Tuesday, October 26, 2021
People Love Dead Jews
Something about the news reports in the wake of the December 10, 2019 shooting at a kosher grocery in Jersey City store bothered me at the time, but I couldn't quite put my finger on it. Novelist Dara Horn, in her new collection of essays, "People Love Dead Jews: Reports From a Haunted Present," fingers it well.
She quotes the Associated Press report, which was picked up by many news outlets: "The slayings happened in a neighborhood where Hasidic families had recently been relocating, amid pushback from some local officials who complained about representatives of the community going door to door, offering to buy homes at Brooklyn prices."

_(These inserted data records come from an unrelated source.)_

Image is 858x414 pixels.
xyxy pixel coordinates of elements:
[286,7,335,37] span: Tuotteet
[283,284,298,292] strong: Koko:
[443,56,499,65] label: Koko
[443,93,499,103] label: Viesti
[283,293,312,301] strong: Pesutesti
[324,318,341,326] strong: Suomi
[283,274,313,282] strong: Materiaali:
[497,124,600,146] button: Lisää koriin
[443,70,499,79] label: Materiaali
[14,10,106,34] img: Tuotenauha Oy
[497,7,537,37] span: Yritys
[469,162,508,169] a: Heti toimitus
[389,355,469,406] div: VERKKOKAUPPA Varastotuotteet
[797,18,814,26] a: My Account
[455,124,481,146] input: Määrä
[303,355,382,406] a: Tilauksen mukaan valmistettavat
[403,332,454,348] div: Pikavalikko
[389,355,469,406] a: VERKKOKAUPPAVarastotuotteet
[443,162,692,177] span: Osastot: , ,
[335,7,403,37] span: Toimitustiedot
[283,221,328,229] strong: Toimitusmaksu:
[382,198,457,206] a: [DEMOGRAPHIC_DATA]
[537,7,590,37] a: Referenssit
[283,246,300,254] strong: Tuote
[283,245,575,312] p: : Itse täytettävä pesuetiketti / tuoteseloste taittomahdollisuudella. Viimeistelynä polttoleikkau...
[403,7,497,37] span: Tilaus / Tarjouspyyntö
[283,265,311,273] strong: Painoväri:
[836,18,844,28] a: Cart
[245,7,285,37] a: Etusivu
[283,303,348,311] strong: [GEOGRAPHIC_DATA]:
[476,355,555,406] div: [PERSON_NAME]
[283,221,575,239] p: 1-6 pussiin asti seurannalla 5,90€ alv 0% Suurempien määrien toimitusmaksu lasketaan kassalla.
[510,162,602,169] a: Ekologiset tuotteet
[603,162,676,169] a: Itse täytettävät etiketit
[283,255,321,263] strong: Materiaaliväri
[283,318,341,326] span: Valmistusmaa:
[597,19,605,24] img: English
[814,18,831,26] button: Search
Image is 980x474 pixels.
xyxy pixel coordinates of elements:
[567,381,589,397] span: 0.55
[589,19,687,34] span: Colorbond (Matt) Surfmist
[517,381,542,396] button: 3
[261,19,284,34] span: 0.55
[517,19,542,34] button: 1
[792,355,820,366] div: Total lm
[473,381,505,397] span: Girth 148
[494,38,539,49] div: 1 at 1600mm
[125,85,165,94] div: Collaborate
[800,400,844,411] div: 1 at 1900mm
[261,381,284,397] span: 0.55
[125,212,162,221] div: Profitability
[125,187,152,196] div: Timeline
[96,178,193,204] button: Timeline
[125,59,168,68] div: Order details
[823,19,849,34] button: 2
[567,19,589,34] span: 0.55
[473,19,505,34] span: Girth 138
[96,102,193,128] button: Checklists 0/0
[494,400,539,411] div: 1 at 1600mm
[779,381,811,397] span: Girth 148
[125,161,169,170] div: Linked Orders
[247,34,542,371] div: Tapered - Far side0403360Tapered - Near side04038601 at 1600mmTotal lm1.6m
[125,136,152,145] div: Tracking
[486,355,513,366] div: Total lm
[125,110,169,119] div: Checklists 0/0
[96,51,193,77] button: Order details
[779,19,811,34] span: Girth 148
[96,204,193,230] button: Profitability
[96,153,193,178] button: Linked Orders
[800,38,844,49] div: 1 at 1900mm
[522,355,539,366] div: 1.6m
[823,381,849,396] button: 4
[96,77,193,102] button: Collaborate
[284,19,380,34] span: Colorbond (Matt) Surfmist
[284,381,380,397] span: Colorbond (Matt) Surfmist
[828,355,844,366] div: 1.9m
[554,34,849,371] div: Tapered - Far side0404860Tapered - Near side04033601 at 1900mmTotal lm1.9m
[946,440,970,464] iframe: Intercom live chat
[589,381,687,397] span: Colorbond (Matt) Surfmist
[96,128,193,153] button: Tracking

Ms. Horn wonders why other cases of domestic terrorism, like against black churches or nightclubs, aren't similarly "contextualized" in an attempt to explain what motivated the murderer. And she muses further that "Like many homeowners, I too have been approached by real estate agents asking me if I wanted to sell my house. I recall saying, no, although I suppose murdering these people would also have made them go away."
That dagger of a comment is one of many marvelously acerbic observations in Ms. Horn's book.
Like her further observation on the Jersey City massacre, that when it comes to identifiably Jewish Jews, the crime for which they are persecuted, even killed, is the sheer audacity of "Jews, living in a place!"
Or like the story she tells at the book's beginning, about the Anne Frank museum in Amsterdam, about an employee who donned a yarmulke one day and was told to cover it with a baseball cap. The museum relented after four months' deliberation, which, Ms. Horn writes, "seems like a rather long time for the Anne Frank House to ponder whether it was a good idea to force a Jew into hiding."
Zing.
Anne Frank inspires a further observation from Ms. Horn, about the most famous quote from the young girl's diary, "I still believe, in spite of everything, that people are truly good at heart."
Ms. Horn: "It is far more gratifying to believe that an innocent dead girl has offered us grace than to recognize the obvious: Frank wrote about people being 'truly good at heart' three weeks before she met people who weren't."